(Screenshot grounding data)
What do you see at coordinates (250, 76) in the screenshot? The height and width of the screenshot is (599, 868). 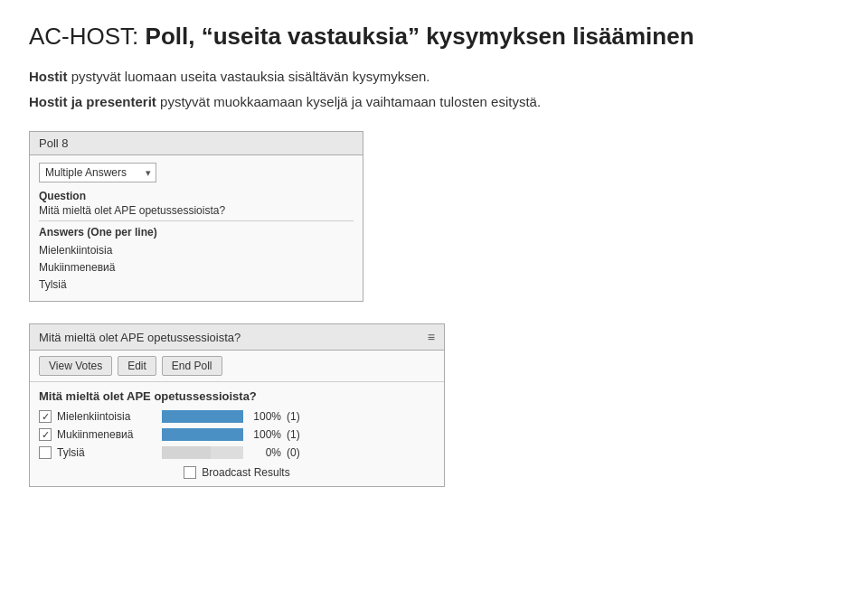 I see `desc1-rest: pystyvät luomaan useita vastauksia sisäl…` at bounding box center [250, 76].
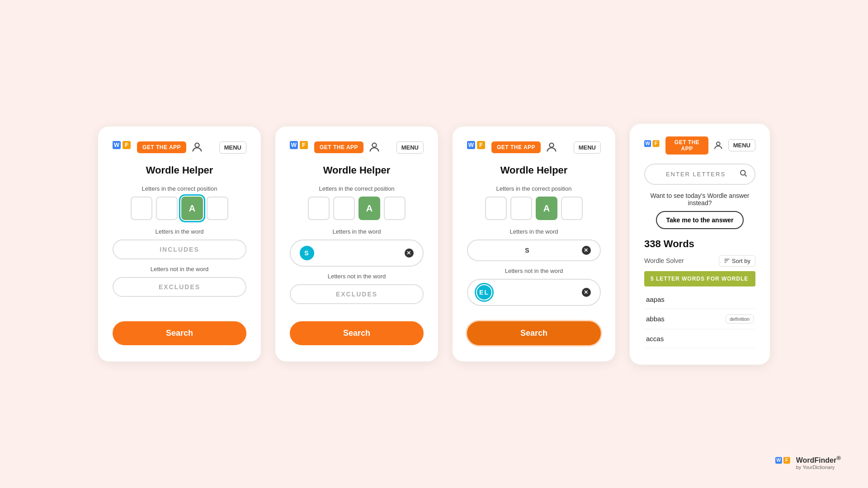 Image resolution: width=868 pixels, height=488 pixels. What do you see at coordinates (357, 253) in the screenshot?
I see `includes-field-2: S ✕` at bounding box center [357, 253].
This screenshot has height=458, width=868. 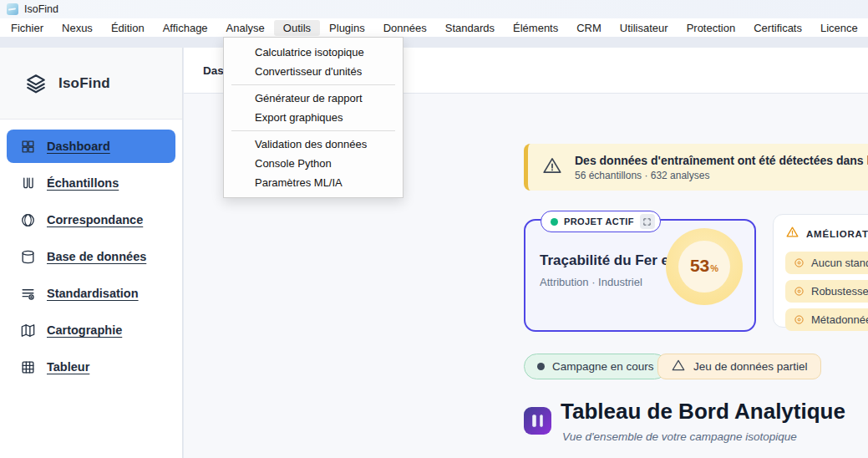 I want to click on active-project-card: PROJET ACTIF Traçabilité du Fer en Lorra…, so click(x=640, y=276).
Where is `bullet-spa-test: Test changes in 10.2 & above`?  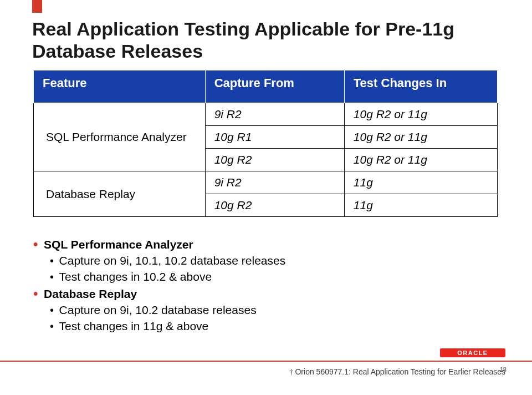
bullet-spa-test: Test changes in 10.2 & above is located at coordinates (160, 277).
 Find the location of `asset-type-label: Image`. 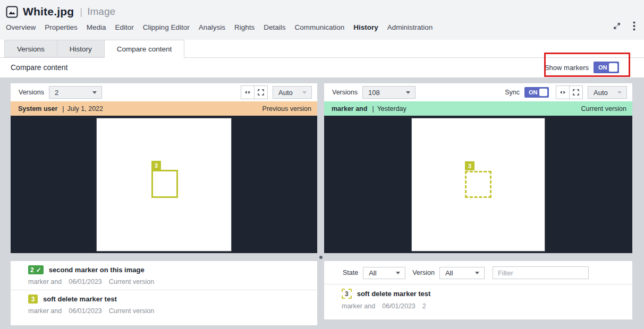

asset-type-label: Image is located at coordinates (101, 12).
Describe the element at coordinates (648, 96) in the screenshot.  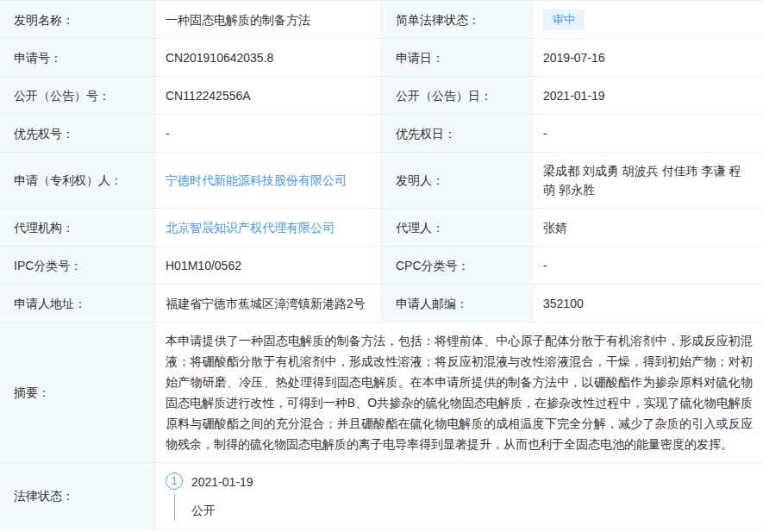
I see `field-value-publication-date: 2021-01-19` at that location.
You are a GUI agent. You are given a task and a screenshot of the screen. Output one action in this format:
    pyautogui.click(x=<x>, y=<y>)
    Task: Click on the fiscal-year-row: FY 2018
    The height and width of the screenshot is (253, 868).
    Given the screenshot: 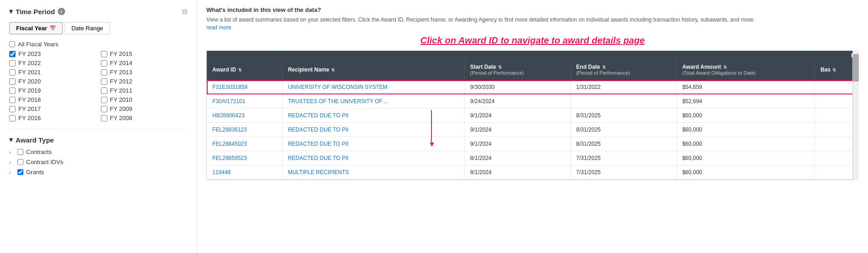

TASK STATEMENT :: Retype, please, exactly the lines that begin with the one containing "pyautogui.click(x=<x>, y=<y>)" and end at the last line of the entries above, both included, leaving out pictures.

ANSWER ::
    pyautogui.click(x=<x>, y=<y>)
    Task: Click on the fiscal-year-row: FY 2018
    The height and width of the screenshot is (253, 868).
    Given the screenshot: 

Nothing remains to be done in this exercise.